While Hong Sang-soo’s comedies of manners are not meant to provoke a lot of laughter, they contain some robust dry humor and satire. After directing over thirty films, the skilled Korean director has certainly mastered his craft. He blends in minimalism while filming, using a tripod to keep the camera still, zooming in when absolutely necessary, and allows his actors to direct themselves through conversation. Isabelle Huppert has been a great fit in his previous projects including In Another Country and Claire’s Camera. She’s brought in as an outsider into a Korean city in Hong’s movies which helps enigma build, capturing the Korean audience in her presence. In their most recent project one of her movies, A Traveler’s Needs, they both establish a new narrative.
In both ‘In Another Country‘ and ‘Claire’s Camera‘, Huppert was rendered an outsider in all three contexts. In both the above movies Huppert was positioned as being the ‘Outlander‘ ‘in another country’ and ‘Claire’s Camera’ but here in this specific film, Iris seems to be the most puzzling character. We first average her in company with a pianist of young age, Yunee Cho and to her surprise she was teaching in the foreign language. The novel that everyone has used to greatly discard had Korean and French books. Instead, they were taught by being recorded and can only listen, when their language is English, the only option left is memorization. This indeed was a new style of learning and one of the students, Lee Hye-young, gave her a piece of her mind but to all of this ire said “I am just saying what is coot. I do not have ulterior plans.’ It seems like in this case the student is doing the ‘Irony’ trope. Lately, Iris was imitating herself as other people and also now, not only me but other Students too do feel that this was a Turn in terms of a Business Strategy. She lives with a twenty something year old girl in Seoul and that girl’s mother was not so happy about their relationship.

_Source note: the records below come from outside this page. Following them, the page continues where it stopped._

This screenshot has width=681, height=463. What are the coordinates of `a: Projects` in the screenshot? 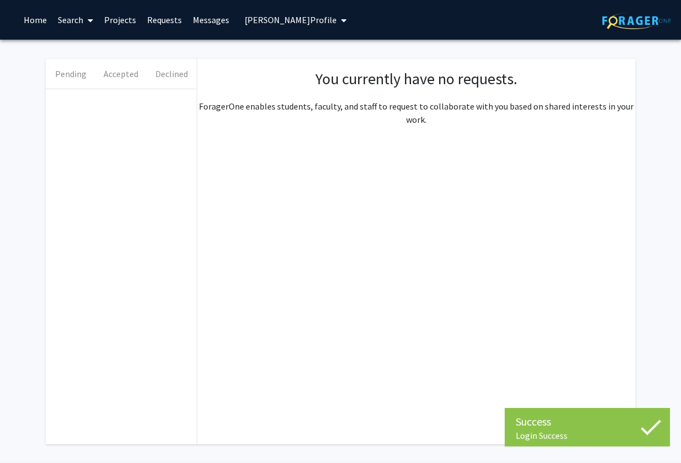 It's located at (120, 20). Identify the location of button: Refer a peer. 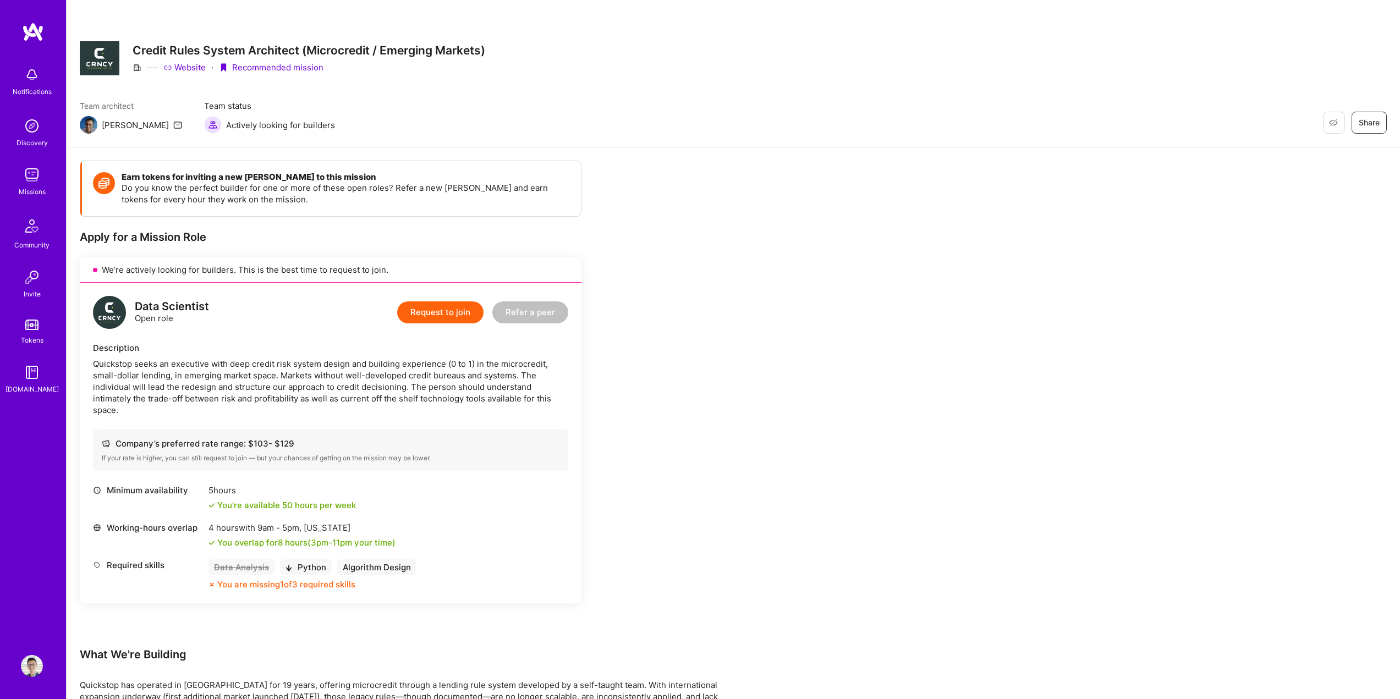
(530, 312). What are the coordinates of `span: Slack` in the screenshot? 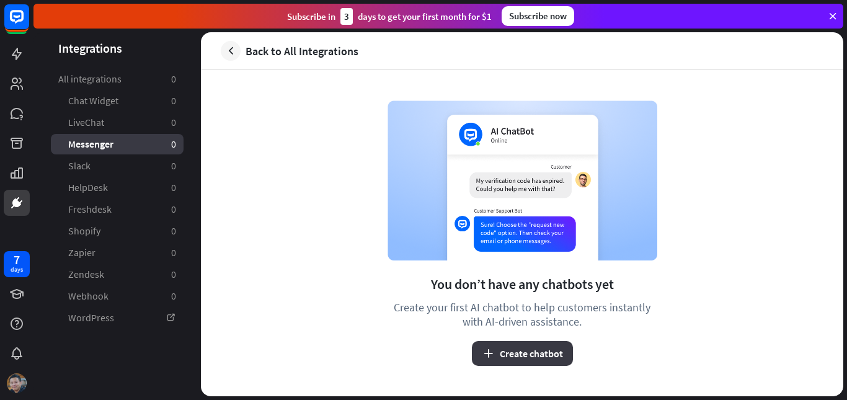 It's located at (79, 165). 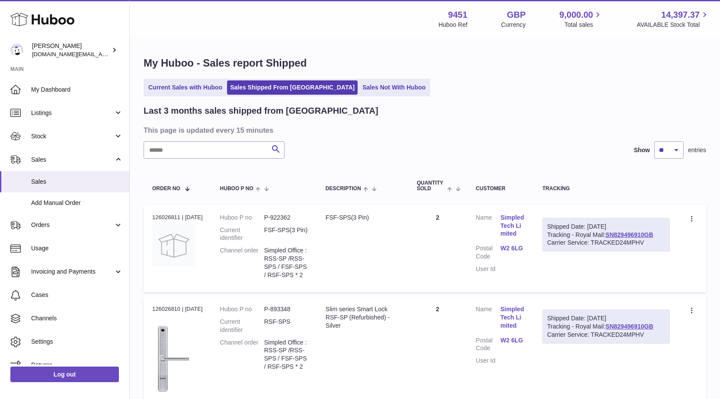 What do you see at coordinates (577, 15) in the screenshot?
I see `span: 9,000.00` at bounding box center [577, 15].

Yet, it is still possible for a student to leave the discussion with some residue of change, regardless of whether they grasp a word of French language. Hong is enthralled by the everyday patterns of life which start from different scenarios and situations. First, I will illustrate in detail how Iris approaches each of her students: she asks amateurs to play an instrument be it a piano or a guitar, then asks what kind of feelings the performer had while doing so. She exposes new aspects of the discussion by making the questions deeper and more incisive, and for some reason, she gets fairly close to the person, almost platonic imagine.
In most of the scenes, we see Hong’s signature patience and admiration for unfurling frames with single-shot, single-angle minor cinematography; and when people are talking, we get the sense that we are eavesdroppers who can only hear the fragments of a naturalistic conversation. Huppert rarely drops the pretense of never voicing the truth and lets us judge every vague smile or shoulder that has been brushed and is still unexplained. “Thank you for being my friend”, she proclaims while hugging her roommate’s friend and starts sobbing, is she really thanking them? Is she attempting to bury more compelling emotions?
One is not surprised since it is Isabelle Huppert even in a plain looking green cardigan with a straw hat but definitely radiant. Huppert’s co stars while muted in comparison, do little but shoos some of her lines; it is a fascinating contrast with her approach I must say as it lays the ground work for us to expect Machiavellian deviousness. Either she has no ulterior motive or she is the most cunning swindler that I’ve ever met. However, her motives could also just be the basic needs of a traveler, shelter, companionship and a reason to exist. All she is doing is making people who want something the most and fear something the most, overcoming those barriers for her through simple conversations.
(In response to the pianist’s question, she says that she would normally enjoy playing the piano, but it is only after being asked a few more times that she admits to feeling out of place in it.) These powerful moments are found in between the slow zooming shots of the friendly dog or in the random B-roll of the koi pond and they are simply the fleeting moments of tenderness enveloped in a kind of femme capricious acted upon unsuspecting students, passers by and even friends. She is practically non exists’ with no inner world except for the effects she produces in other people, but that is perfect in this film of Hong. These ways do not destroy the places around her these ways do not and in fact she comes to unsettle the balance of her surroundings. Her face recurs later, but in the extreme close up and thus contradicts the restrained format, the waist up camerawork which mark Hong’s work. In a film that is characterized by its muted emotions, this particular shot is the one that without subtlety hits us and calls for comprehension.
As cited in one of Hong’s works, the Traveler’s needs is something that concerning Hong is very much in constant change and is in great difficulty of being characterized. Its beats are quite relaxed, gradually introducing you to one profoundly mundane connection to another. At times, it is merely the consideration of allowing someone to hear a person badly play the recorder or piano (which was one of the few moments in the film where all were meant to laugh out loud) to another person. Or enabling a person to quote a poem from the stone wall in their language. This kind of a free spirit is a rest in bed for Huppert to act and, in case you can’t stand the slow tempo of Hong’s films, you may commence alongside her. Yet that feeling of drowsiness very often comes to his advantage, even in those that appear unevenly custom essay writing (the latter half is not as mesmerizing as the former).